We’ve all been lost at one time or another. Some people find it easy to get lost in a new place, perhaps on holiday or when moving to a new area, yet still others just have a natural inclination to lose their way, however familiar the terrain, and resort to Google Maps. But we all have one acquaintance upon whom we can rely for navigation, and it is probably not too great a generalisation to make about the human race to say that there are two types of people: those who can find their way, and those who cannot.
Unfortunately, many people do not realise that they fall in the latter camp, and history tells us that ignorance of one’s navigational impotence is an age-old condition from which many individuals (and their followers) have suffered. But it is one thing to be unaware of how useless you are at finding your way whilst rarely straying far from home, and another to base your entire career on the insubstantial foundation of your poor sense of direction. Countless people throughout history have made just this myopic error and become professional explorers, with results inevitably ranging from the comic to the fatal.
But there are many kinds of useless explorers and dreadful expeditions. Some of history’s most famous explorers have made grave navigational errors resulting in fantastic discoveries for which they are praised. Others have mismanaged the practicalities of exploration, with disastrous consequences. But what is apparent through all is the bravery of the explorers, however brutal their crimes or inept their attempts to discover new places and things, and this initial impulse is laudable when divorced from the outcome. But let’s not let that stop us having a chuckle at some of the following self-confident buffoons and their disastrous enterprises.
Christopher Columbus
The man remembered for being the first to discover America may seem a strange place to start on a list of inept explorers and failed expeditions, but Christopher Columbus’s discovery of the New World was the result of some seriously poor navigation. When ‘in 1492, Columbus sailed the ocean blue’, as the old rhyme goes, he was actually aiming to find a new route to Asia. Landing instead in what is now known as the Bahamas, Columbus assumed he had arrived in Asia, and so called the area ‘the West Indies’, as opposed to the East Indies, or Asia.
Columbus (1451-1506) was born in Genoa, on the coast of Italy. His father was a wool-weaver and cheese-seller, and so it seems most likely that Columbus’s wanderlust came from his encounters with the sailors who frequented the Genoese ports. Weaving and cheese-selling do not seem to have appealed to young Christopher, and so he worked as a business agent for some of the most prominent Genoese families, a job that involved him travelling the world by sea. One of these trips took him to Lisbon, where his younger brother, Bartolomeo, who also became an explorer, worked in a cartographer’s shop.
His experience of global trading led Columbus to consider whether there could be a better way to trade with the Far East than taking the Silk Road or the Cape Route. Based on his calculations and research, Columbus proposed sailing west to reach Asia. Famously, his proposal was rejected by the Portuguese, English, and French monarchs, as well as Venice and his native Genoa. Eventually, Columbus gained financial backing for his voyage from King Ferdinand and Queen Isabella of Spain. Though his calculations were incorrect, and Columbus failed spectacularly to reach Asia, he succeeded in reaching the Americas.
A prominent myth about Columbus’s voyage was that he was the first man to discover America. He wasn’t – a party of Vikings led by Leif Erikson reached North America in around 1000, naming it Vinland, but returned to Iceland after the natives proved too hostile. This is also to say nothing of the indigenous populations living in North and South America, who first ‘discovered’ America around 14, 000 years ago. It is also a myth that no one would sponsor Columbus because they believed the world was flat – people had known the world was spherical since Aristotle’s time.
It would also be remiss not to mention Columbus’s heinous crimes as 1st Governor of the Indies. Modern historians have pointed to him enslaving natives and forcing them to convert to Catholicism as reasons not to look kindly upon the Italian. For example, he once kidnapped a native woman and gave her to a crew member to rape, and on Hispaniola he once cut off the ears off a native to scare others into complying. Most startlingly, when he arrived on Hispaniola the island’s population was 300, 000. 56 years later, only 500 remained, due to mass suicides and persecution.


● **Description of the task**
Beginning with the line that includes "in a rectangle.", return every remaining line of the material exactly as it reads, but not the pictures.

**********

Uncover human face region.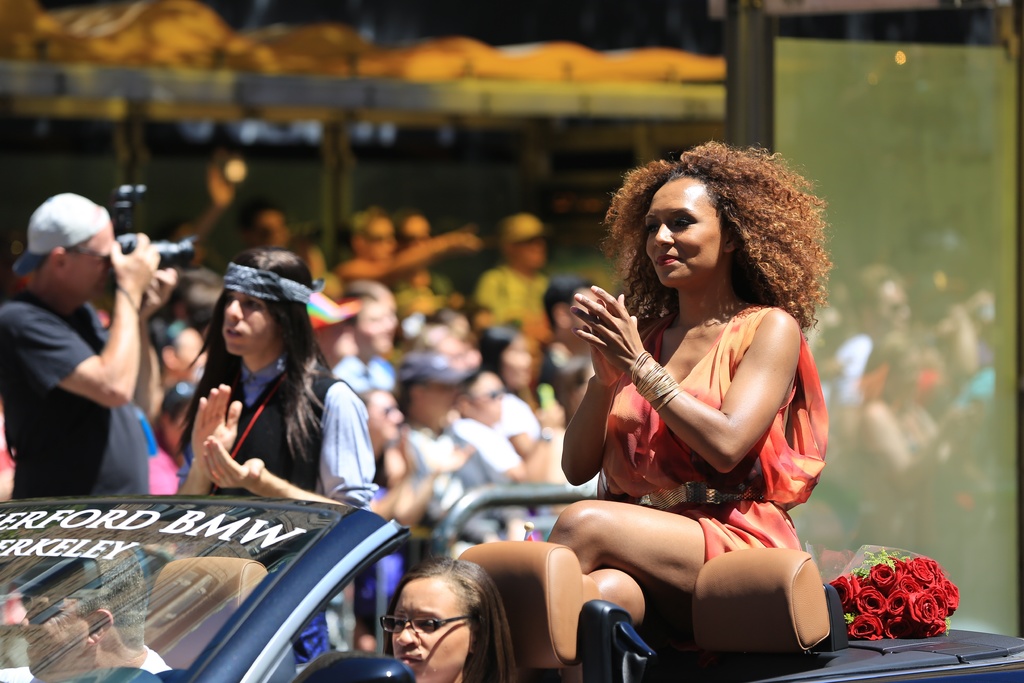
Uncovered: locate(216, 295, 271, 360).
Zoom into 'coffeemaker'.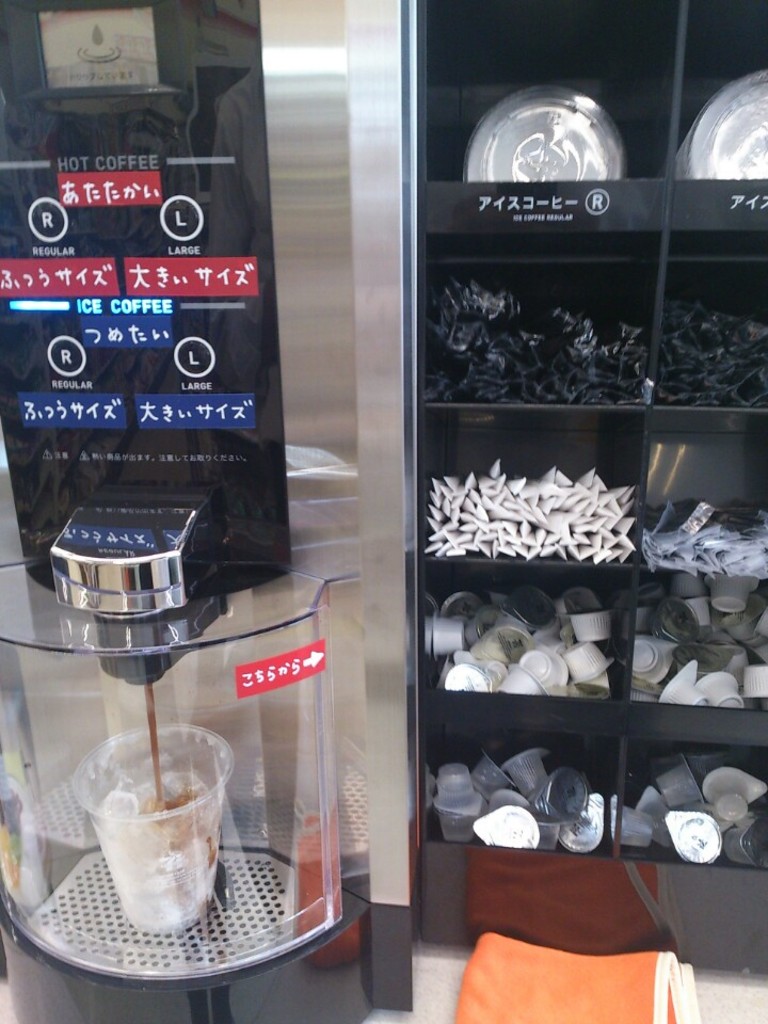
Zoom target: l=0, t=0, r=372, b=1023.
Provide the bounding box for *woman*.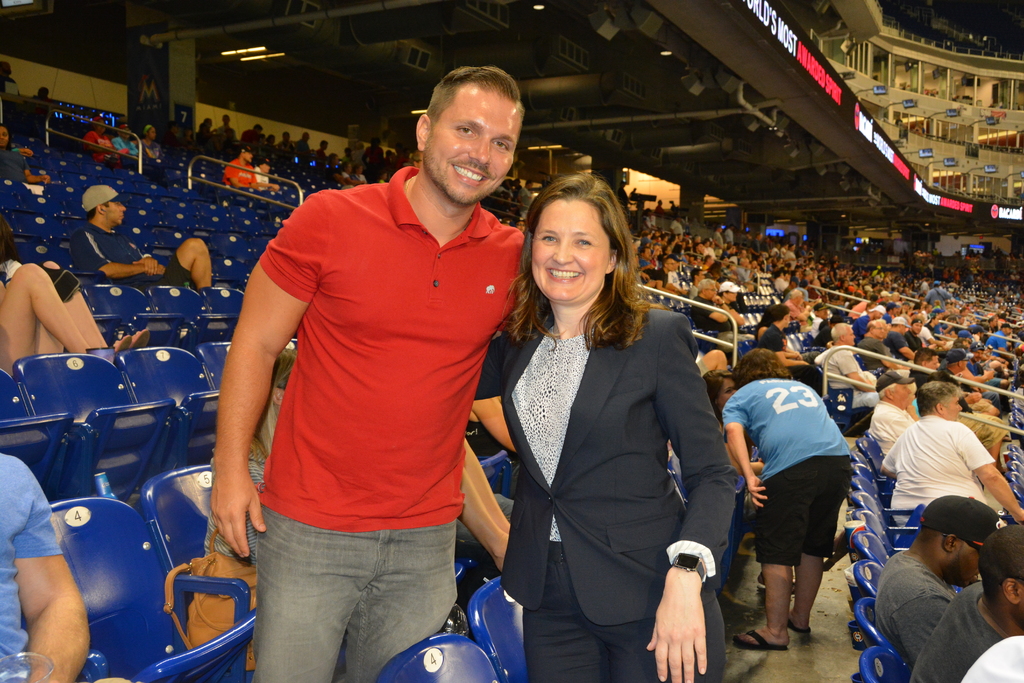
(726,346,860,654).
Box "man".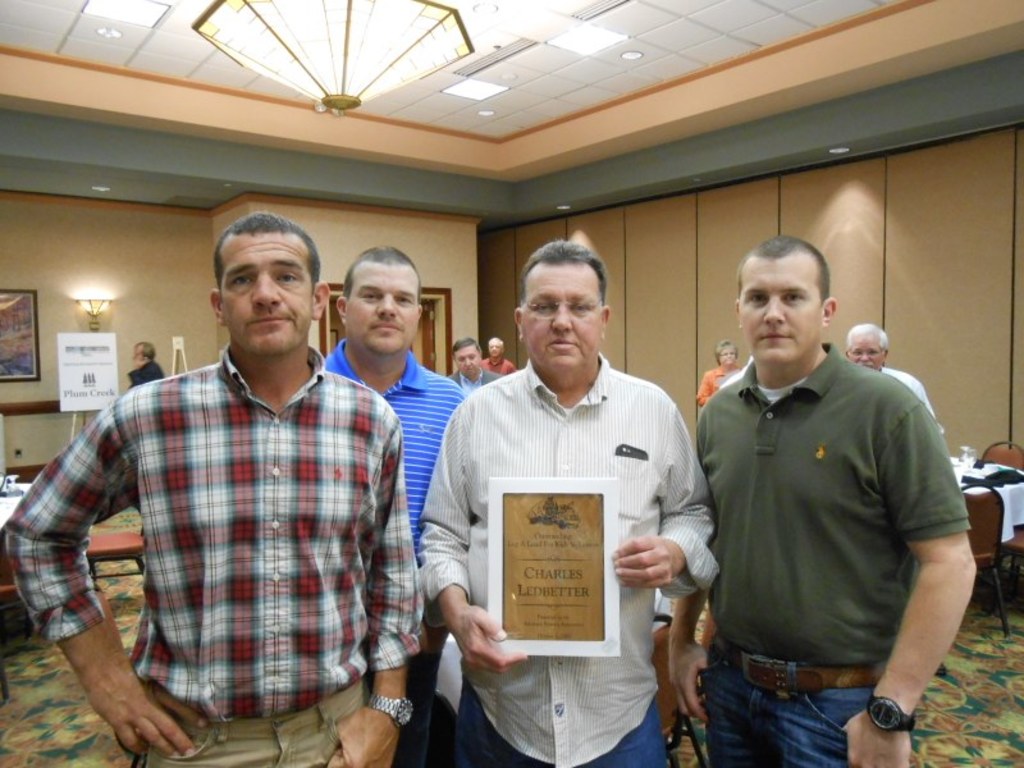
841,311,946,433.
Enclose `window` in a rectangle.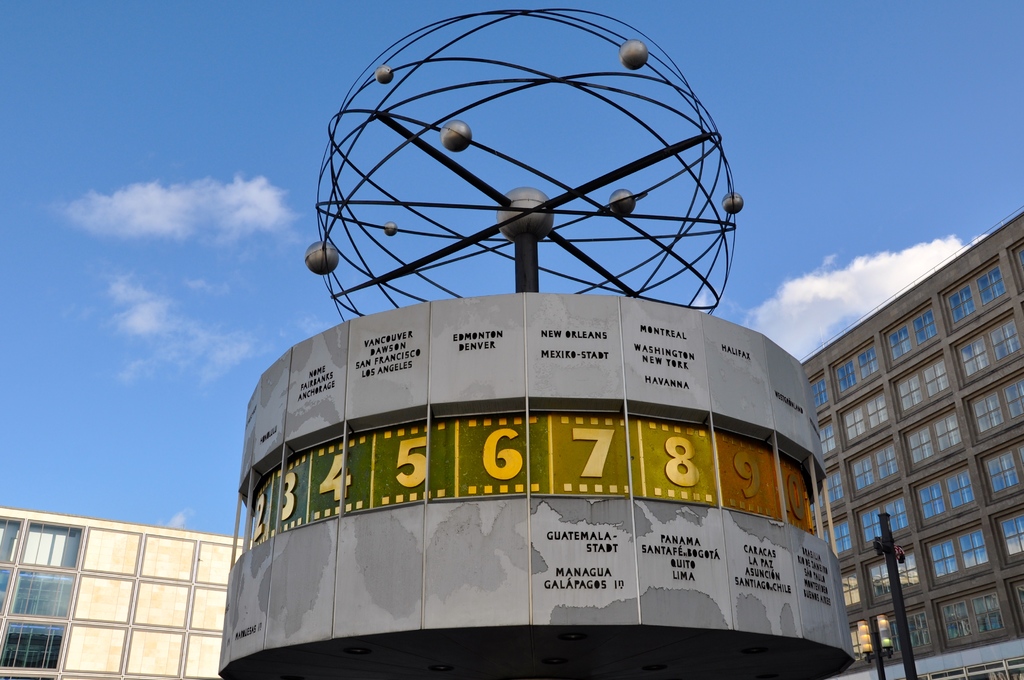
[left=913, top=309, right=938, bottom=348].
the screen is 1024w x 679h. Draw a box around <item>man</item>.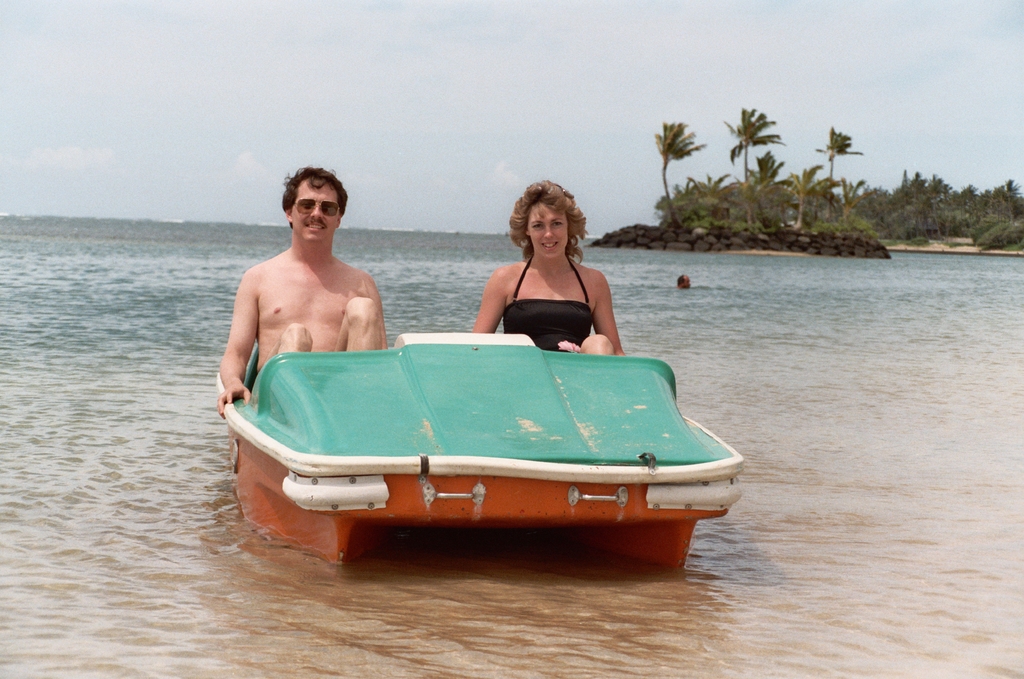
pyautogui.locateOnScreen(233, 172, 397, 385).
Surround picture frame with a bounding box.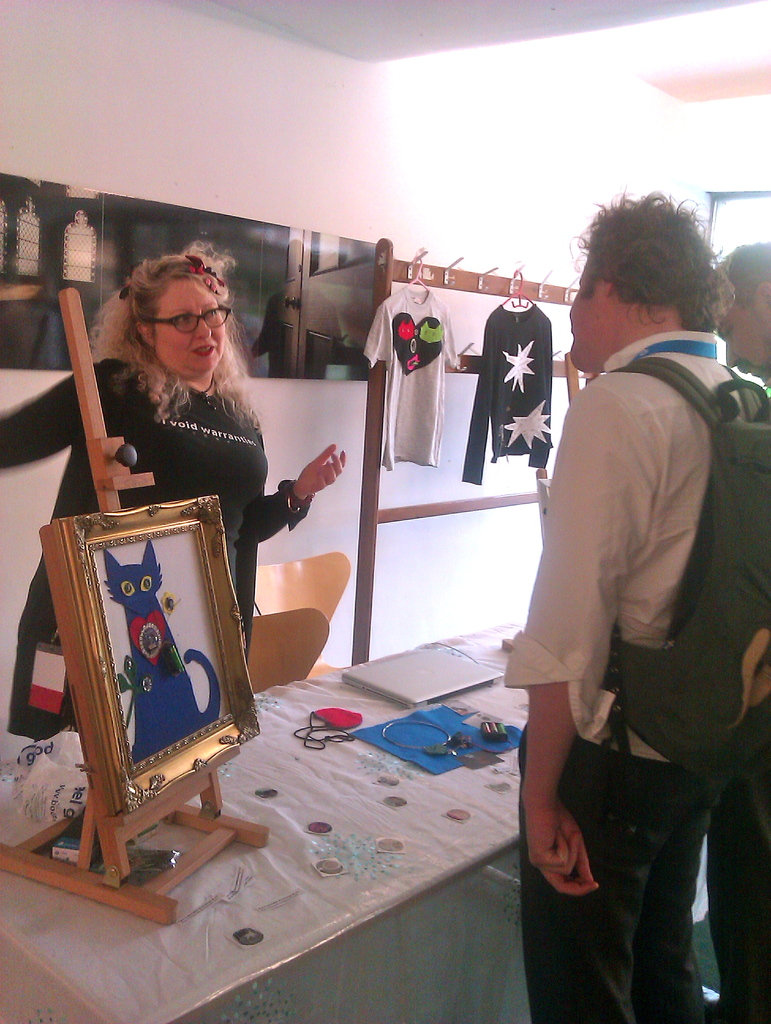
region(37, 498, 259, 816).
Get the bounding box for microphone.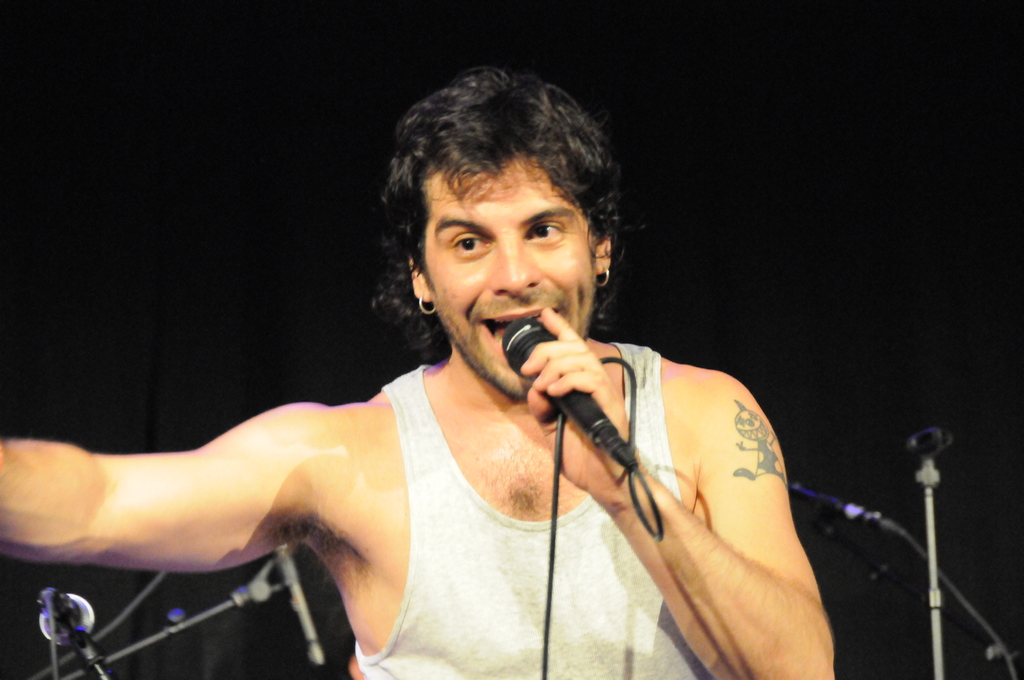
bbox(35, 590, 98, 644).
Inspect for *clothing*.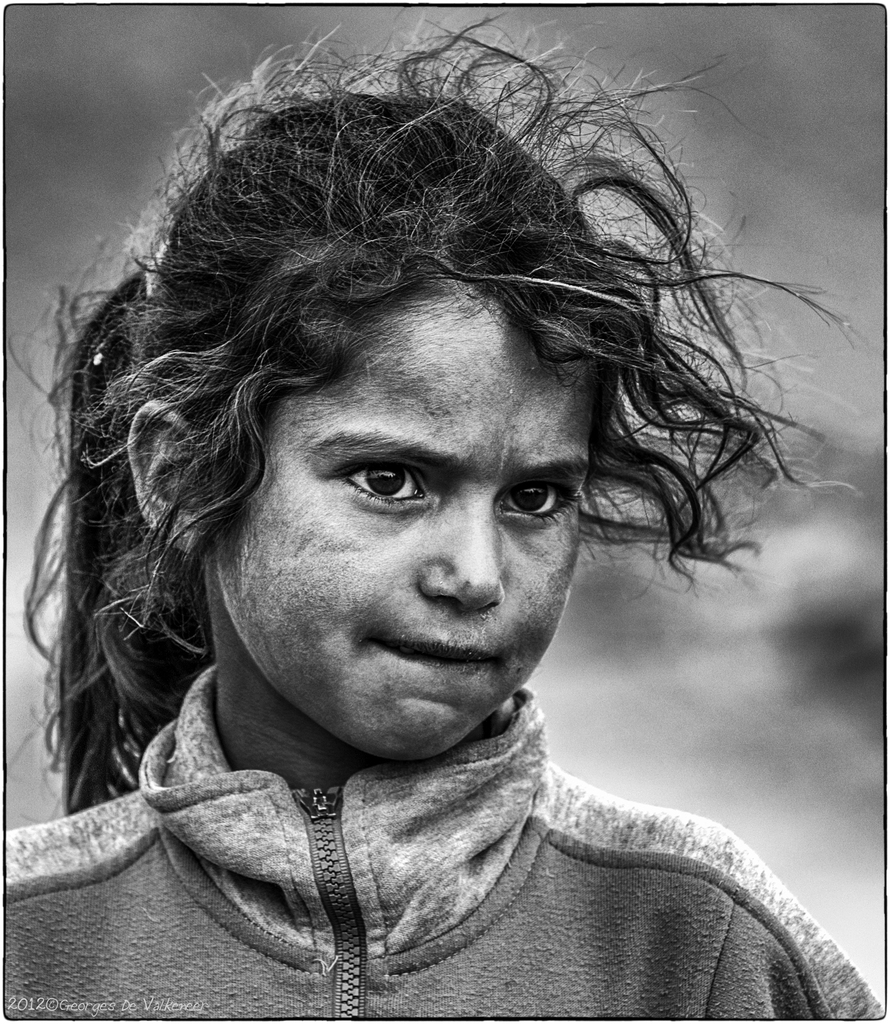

**********

● **Task result**
Enclose `window` in a rectangle.
[left=913, top=309, right=938, bottom=348].
the screen is 1024w x 679h. Draw a box around <item>man</item>.
pyautogui.locateOnScreen(233, 172, 397, 385).
Surround picture frame with a bounding box.
region(37, 498, 259, 816).
Get the bounding box for microphone.
bbox(35, 590, 98, 644).
Inspect for *clothing*.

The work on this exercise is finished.